Tuesday, March 29, 2011

What are some similarities and differences of the religious beliefs between the Mesopotamians, Egyptians, Hebrews, and Assyrians?

The most obvious similarities involve the belief in one (or more, in the case of all but the Hebrews) deities, and a belief in an afterlife.  The most obvious difference, of course, is the monotheism of the Hebrew religion.


The early Mesopotamian religions, like almost all mythologies, portrayed the actions of nature as those of gods and goddesses.  These were brought into being by four creator gods, who were in turn created by Taimat and Abzu, personalized (or anthropomorphized, if you will) forces which arose from a primordial chaos.  There was a sky-god, An, Enlil a storm/weather god, an earth god named Nin-khursag and a water god named Enki.  You see the same or variations of these and other lesser gods and goddesses throughout Mesopotamian history from the earliest cities through the great empires of Babylon and Assyria.  Sumerian culture being Mesopotamian the same basic beliefs apply- a flat earth surrounded by seas from which the universe arose, the sky-god An and the goddess Ki giving birth to Enlil, etc.


The religion of Israel is the dramatic difference from others which arose in the area.  Of course, according to the Holy Bible ("Separated Book") this monotheistic religion was the original religion and the others were ideas which came later due to superstition and ignorance.  The creation myths of Babylonian culture and that of the Bible are quite similar except in this one point, and Oxford professor Dr. Stephan Langdon in Semitic Mythology claimed that his study of the earliest Babylonian inscriptions led him to conclude that the original religion of the area had indeed been monotheistic, and polytheism came later.  The Bible states that Abraham, father of the Arabs and Israelis, came from the Babylonian city of Ur, a city in which a moon-god cult was predominant.  The Hebrew religion differs in the concentration on a history of one family running from the first humans through Abraham and his descendants to an eventual "anointed" who would release mankind and the physical world from the burden of the human propensity for wrong-doing once and for all.  All these religions (including Israel in the meantime) used animal sacrifice (or human, for some of them).


Egyptian religion was similar to those of Babylon and Assyria; there was an watery chaos called Nun, out of which came the creator Ra.  Ra incidentally has three aspects- in the morning Khepera the Creator, at noon Ra the Sun-god and in the evening Atum the Complete.  Ra also had a secret name.  The Egyptians had a set of gods and goddesses with personal relationships which gave form to their complex religion, the core of which was contained in the well-known Book of the Dead.  This "book" was a set of murals in hieroglyphics which would be painted on the inner walls of the tombs of the rich and powerful to guide their spirits through the ordeal of judgement in the afterlife.


Early Mesopotamian religions, later versions throughout the area, the Israeli religion and Egyptian all believed in life after death, and the latter two in a judgement of the soul of the deceased based upon actions and beliefs during life. Most Mesopotamian religions did not believe in a chance of paradise after death, but simply an unending second life of a rather dismal sort.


— YOUR TASK —
Give back all of the data exactly as it stands, with the pictures removed.

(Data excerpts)

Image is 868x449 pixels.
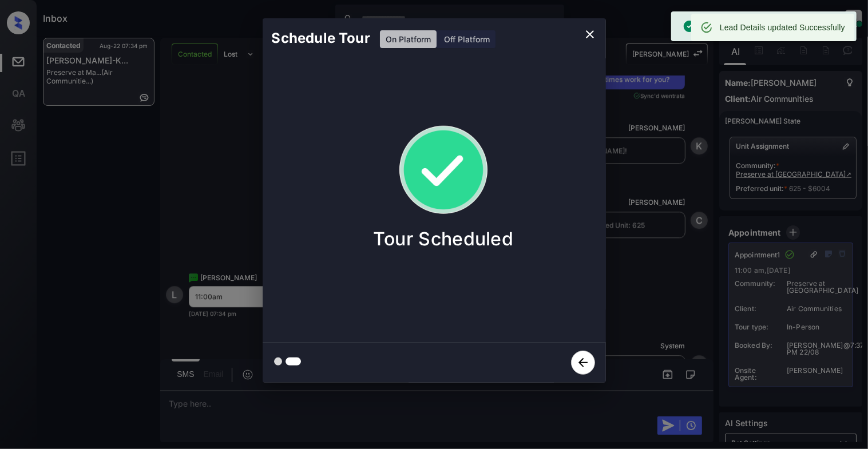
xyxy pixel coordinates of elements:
[262,18,379,59] h2: Schedule Tour
[386,113,501,228] img: success.888e7dccd4847a8d9502.gif
[720,17,845,38] div: Lead Details updated Successfully
[683,15,751,38] div: Tour Scheduled
[373,228,513,250] p: Tour Scheduled
[578,23,601,46] button: close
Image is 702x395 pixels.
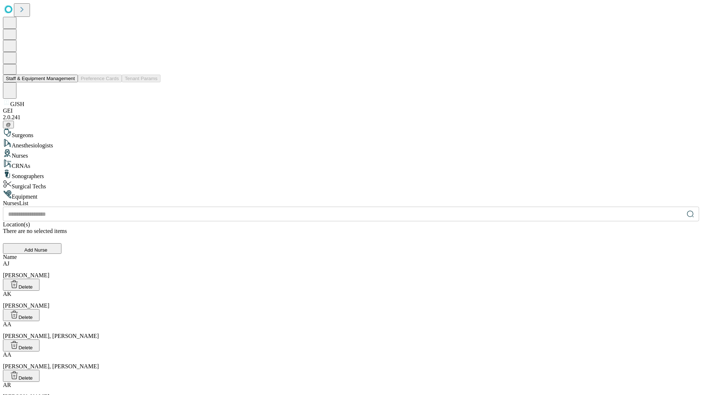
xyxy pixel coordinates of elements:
[3,114,699,121] div: 2.0.241
[19,284,33,289] span: Delete
[3,351,699,369] div: [PERSON_NAME], [PERSON_NAME]
[3,169,699,179] div: Sonographers
[10,101,24,107] span: GJSH
[19,345,33,350] span: Delete
[3,149,699,159] div: Nurses
[3,75,78,82] button: Staff & Equipment Management
[3,228,699,234] div: There are no selected items
[3,121,14,128] button: @
[3,221,30,227] span: Location(s)
[3,321,699,339] div: [PERSON_NAME], [PERSON_NAME]
[122,75,160,82] button: Tenant Params
[24,247,48,253] span: Add Nurse
[3,278,39,291] button: Delete
[3,291,11,297] span: AK
[3,260,10,266] span: AJ
[3,291,699,309] div: [PERSON_NAME]
[6,122,11,127] span: @
[3,309,39,321] button: Delete
[3,260,699,278] div: [PERSON_NAME]
[3,128,699,139] div: Surgeons
[3,107,699,114] div: GEI
[3,159,699,169] div: CRNAs
[3,382,11,388] span: AR
[19,375,33,380] span: Delete
[3,254,699,260] div: Name
[3,179,699,190] div: Surgical Techs
[3,139,699,149] div: Anesthesiologists
[3,369,39,382] button: Delete
[3,190,699,200] div: Equipment
[3,200,699,206] div: Nurses List
[3,339,39,351] button: Delete
[78,75,122,82] button: Preference Cards
[3,351,11,357] span: AA
[19,314,33,320] span: Delete
[3,321,11,327] span: AA
[3,243,61,254] button: Add Nurse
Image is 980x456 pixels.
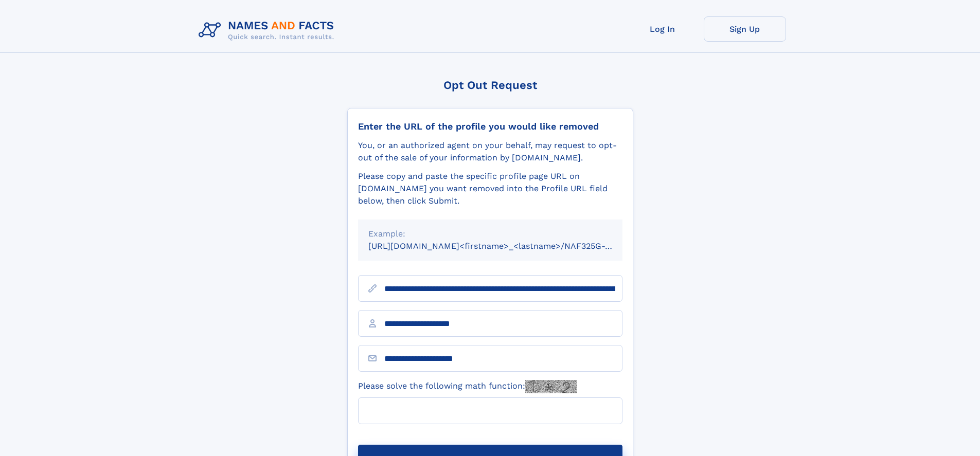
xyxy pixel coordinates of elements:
small: [URL][DOMAIN_NAME]<firstname>_<lastname>/NAF325G-xxxxxxxx [368,241,642,251]
div: You, or an authorized agent on your behalf, may request to opt-out of the sale of your informatio... [358,139,623,164]
div: Please copy and paste the specific profile page URL on [DOMAIN_NAME] you want removed into the Pr... [358,170,623,207]
label: Please solve the following math function: [358,380,576,394]
div: Opt Out Request [347,79,633,91]
div: Enter the URL of the profile you would like removed [358,121,623,132]
a: Log In [621,17,704,41]
img: Logo Names and Facts [195,17,343,44]
div: Example: [368,228,612,240]
a: Sign Up [704,17,786,41]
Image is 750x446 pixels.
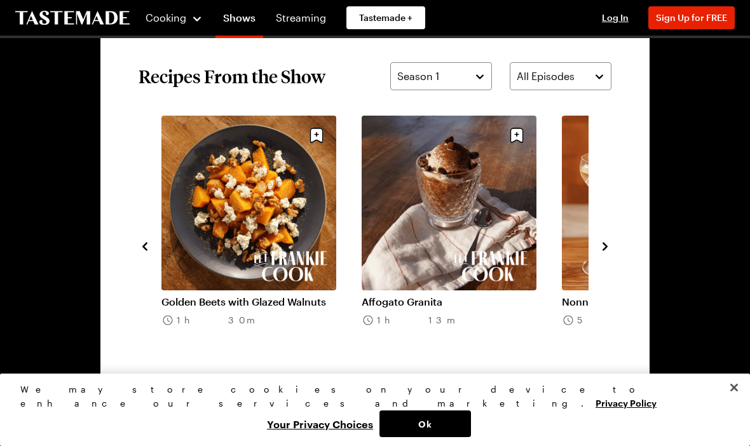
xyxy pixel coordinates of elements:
a: More information about your privacy, opens in a new tab [596,397,657,409]
span: Season 1 [397,69,439,84]
a: Shows [216,3,263,38]
button: Sign Up for FREE [648,6,735,29]
button: Ok [380,411,471,437]
button: Save recipe [305,123,329,147]
span: Log In [602,12,629,23]
a: Nonno’s Martini [562,296,737,308]
button: Close [720,374,748,402]
span: Sign Up for FREE [656,12,727,23]
h2: Recipes From the Show [139,65,325,88]
a: Tastemade + [346,6,425,29]
a: Affogato Granita [362,296,537,308]
button: All Episodes [510,62,612,90]
button: navigate to previous item [139,238,151,253]
button: Log In [590,11,641,24]
a: To Tastemade Home Page [15,11,130,25]
button: Season 1 [390,62,492,90]
div: We may store cookies on your device to enhance our services and marketing. [20,383,719,411]
span: All Episodes [517,69,575,84]
button: Save recipe [505,123,529,147]
div: 3 / 10 [362,116,562,376]
button: Your Privacy Choices [261,411,380,437]
button: Cooking [145,3,203,33]
span: Tastemade + [359,11,413,24]
div: 2 / 10 [161,116,362,376]
div: Privacy [20,383,719,437]
button: navigate to next item [599,238,612,253]
a: Golden Beets with Glazed Walnuts [161,296,336,308]
span: Cooking [146,11,186,24]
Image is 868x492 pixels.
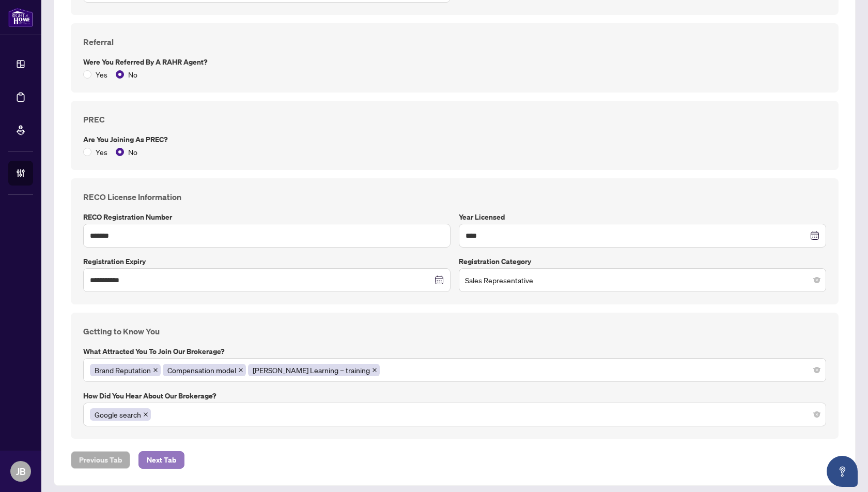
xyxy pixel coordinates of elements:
[83,256,451,267] label: Registration Expiry
[94,409,141,420] span: Google search
[153,368,158,373] span: close
[814,411,821,418] span: close-circle
[83,191,827,203] h4: RECO License Information
[83,134,827,145] label: Are you joining as PREC?
[83,113,827,126] h4: PREC
[83,390,827,402] label: How did you hear about our brokerage?
[466,271,821,290] span: Sales Representative
[83,56,827,67] label: Were you referred by a RAHR Agent?
[90,364,161,376] span: Brand Reputation
[83,346,827,357] label: What attracted you to join our brokerage?
[827,456,858,487] button: Open asap
[92,69,112,81] span: Yes
[83,212,451,223] label: RECO Registration Number
[8,8,33,27] img: logo
[138,452,185,469] button: Next Tab
[124,69,142,81] span: No
[814,278,821,284] span: close-circle
[71,452,130,469] button: Previous Tab
[16,464,26,479] span: JB
[94,364,150,376] span: Brand Reputation
[459,212,827,223] label: Year Licensed
[144,412,149,418] span: close
[814,367,821,374] span: close-circle
[372,368,377,373] span: close
[253,364,370,376] span: [PERSON_NAME] Learning – training
[90,409,150,421] span: Google search
[124,146,142,158] span: No
[83,36,827,48] h4: Referral
[83,326,827,338] h4: Getting to Know You
[459,256,827,267] label: Registration Category
[147,452,176,468] span: Next Tab
[248,364,380,376] span: RAHR Learning – training
[167,364,236,376] span: Compensation model
[238,368,243,373] span: close
[163,364,246,376] span: Compensation model
[92,146,112,158] span: Yes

— SOLUTION TO THE EXERCISE —
Image is 868x449 pixels.
xyxy pixel coordinates of elements:
[262,18,379,59] h2: Schedule Tour
[386,113,501,228] img: success.888e7dccd4847a8d9502.gif
[720,17,845,38] div: Lead Details updated Successfully
[683,15,751,38] div: Tour Scheduled
[373,228,513,250] p: Tour Scheduled
[578,23,601,46] button: close
Image is 702x395 pixels.
xyxy pixel coordinates of elements:
[3,114,699,121] div: 2.0.241
[19,284,33,289] span: Delete
[3,351,699,369] div: [PERSON_NAME], [PERSON_NAME]
[3,169,699,179] div: Sonographers
[10,101,24,107] span: GJSH
[19,345,33,350] span: Delete
[3,149,699,159] div: Nurses
[3,75,78,82] button: Staff & Equipment Management
[3,228,699,234] div: There are no selected items
[3,121,14,128] button: @
[3,221,30,227] span: Location(s)
[3,321,699,339] div: [PERSON_NAME], [PERSON_NAME]
[122,75,160,82] button: Tenant Params
[24,247,48,253] span: Add Nurse
[3,278,39,291] button: Delete
[3,291,11,297] span: AK
[3,260,10,266] span: AJ
[3,291,699,309] div: [PERSON_NAME]
[6,122,11,127] span: @
[3,309,39,321] button: Delete
[3,260,699,278] div: [PERSON_NAME]
[3,128,699,139] div: Surgeons
[3,107,699,114] div: GEI
[3,159,699,169] div: CRNAs
[3,382,11,388] span: AR
[19,375,33,380] span: Delete
[3,254,699,260] div: Name
[3,179,699,190] div: Surgical Techs
[3,139,699,149] div: Anesthesiologists
[3,369,39,382] button: Delete
[3,190,699,200] div: Equipment
[3,200,699,206] div: Nurses List
[3,339,39,351] button: Delete
[78,75,122,82] button: Preference Cards
[3,351,11,357] span: AA
[19,314,33,320] span: Delete
[3,321,11,327] span: AA
[3,243,61,254] button: Add Nurse
Image is 980x456 pixels.
xyxy pixel coordinates of elements:
small: [URL][DOMAIN_NAME]<firstname>_<lastname>/NAF325G-xxxxxxxx [368,241,642,251]
div: You, or an authorized agent on your behalf, may request to opt-out of the sale of your informatio... [358,139,623,164]
div: Please copy and paste the specific profile page URL on [DOMAIN_NAME] you want removed into the Pr... [358,170,623,207]
label: Please solve the following math function: [358,380,576,394]
div: Opt Out Request [347,79,633,91]
div: Enter the URL of the profile you would like removed [358,121,623,132]
a: Log In [621,17,704,41]
img: Logo Names and Facts [195,17,343,44]
div: Example: [368,228,612,240]
a: Sign Up [704,17,786,41]
Image is 750x446 pixels.
xyxy pixel coordinates of elements:
a: More information about your privacy, opens in a new tab [596,397,657,409]
span: Season 1 [397,69,439,84]
a: Shows [216,3,263,38]
button: Sign Up for FREE [648,6,735,29]
button: Ok [380,411,471,437]
button: Save recipe [305,123,329,147]
span: Log In [602,12,629,23]
a: Nonno’s Martini [562,296,737,308]
button: Close [720,374,748,402]
span: Sign Up for FREE [656,12,727,23]
h2: Recipes From the Show [139,65,325,88]
a: Tastemade + [346,6,425,29]
a: Affogato Granita [362,296,537,308]
button: All Episodes [510,62,612,90]
button: navigate to previous item [139,238,151,253]
button: Log In [590,11,641,24]
a: To Tastemade Home Page [15,11,130,25]
button: Season 1 [390,62,492,90]
div: We may store cookies on your device to enhance our services and marketing. [20,383,719,411]
span: All Episodes [517,69,575,84]
button: Save recipe [505,123,529,147]
div: 3 / 10 [362,116,562,376]
button: Your Privacy Choices [261,411,380,437]
button: Cooking [145,3,203,33]
span: Tastemade + [359,11,413,24]
div: 2 / 10 [161,116,362,376]
div: Privacy [20,383,719,437]
button: navigate to next item [599,238,612,253]
a: Golden Beets with Glazed Walnuts [161,296,336,308]
span: Cooking [146,11,186,24]
Image is 868x492 pixels.
xyxy pixel coordinates of elements:
[83,256,451,267] label: Registration Expiry
[94,409,141,420] span: Google search
[153,368,158,373] span: close
[814,411,821,418] span: close-circle
[83,191,827,203] h4: RECO License Information
[83,134,827,145] label: Are you joining as PREC?
[83,113,827,126] h4: PREC
[83,390,827,402] label: How did you hear about our brokerage?
[466,271,821,290] span: Sales Representative
[83,56,827,67] label: Were you referred by a RAHR Agent?
[90,364,161,376] span: Brand Reputation
[83,346,827,357] label: What attracted you to join our brokerage?
[827,456,858,487] button: Open asap
[92,69,112,81] span: Yes
[83,212,451,223] label: RECO Registration Number
[8,8,33,27] img: logo
[138,452,185,469] button: Next Tab
[124,69,142,81] span: No
[814,278,821,284] span: close-circle
[71,452,130,469] button: Previous Tab
[16,464,26,479] span: JB
[94,364,150,376] span: Brand Reputation
[459,212,827,223] label: Year Licensed
[144,412,149,418] span: close
[814,367,821,374] span: close-circle
[372,368,377,373] span: close
[253,364,370,376] span: [PERSON_NAME] Learning – training
[90,409,150,421] span: Google search
[124,146,142,158] span: No
[83,36,827,48] h4: Referral
[83,326,827,338] h4: Getting to Know You
[459,256,827,267] label: Registration Category
[147,452,176,468] span: Next Tab
[248,364,380,376] span: RAHR Learning – training
[167,364,236,376] span: Compensation model
[238,368,243,373] span: close
[163,364,246,376] span: Compensation model
[92,146,112,158] span: Yes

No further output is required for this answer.